[The problem]
When you retype the records that follow, keep each word as it is and drop any pictures.

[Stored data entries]
+++

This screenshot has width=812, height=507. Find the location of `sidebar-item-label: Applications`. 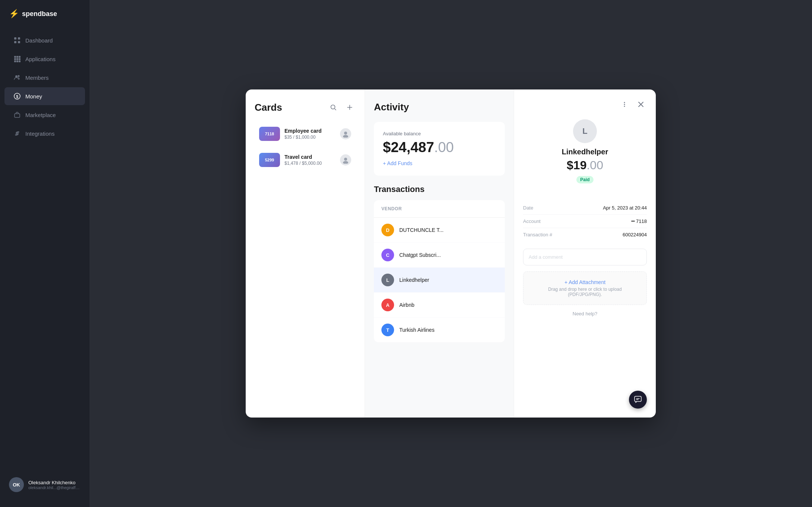

sidebar-item-label: Applications is located at coordinates (40, 59).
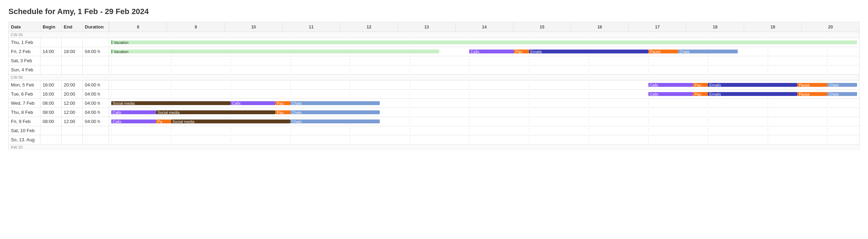  What do you see at coordinates (434, 43) in the screenshot?
I see `day-row: Thu, 1 FebVacation` at bounding box center [434, 43].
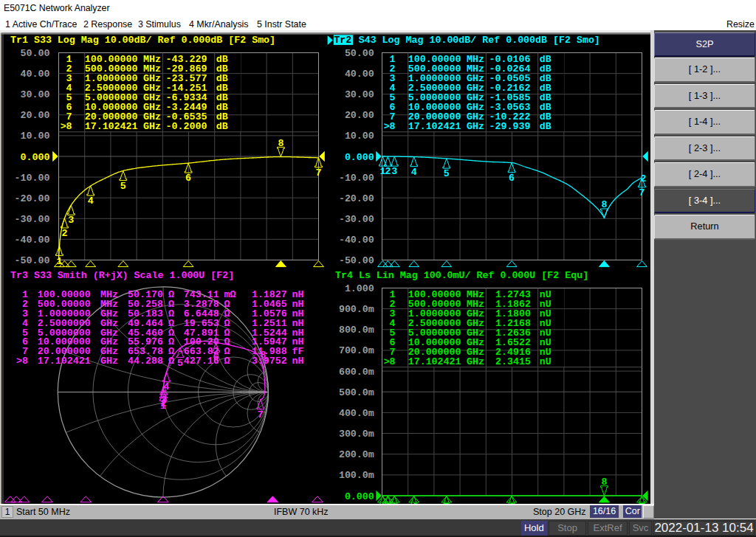 Image resolution: width=756 pixels, height=537 pixels. I want to click on svg-text: 500.0m, so click(357, 392).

+++

[Written response]
This screenshot has width=812, height=507. Find the location of `sidebar-item-label: Applications`. 

sidebar-item-label: Applications is located at coordinates (40, 59).
  What do you see at coordinates (434, 43) in the screenshot?
I see `day-row: Thu, 1 FebVacation` at bounding box center [434, 43].
 Image resolution: width=756 pixels, height=537 pixels. I want to click on svg-text: 500.0m, so click(357, 392).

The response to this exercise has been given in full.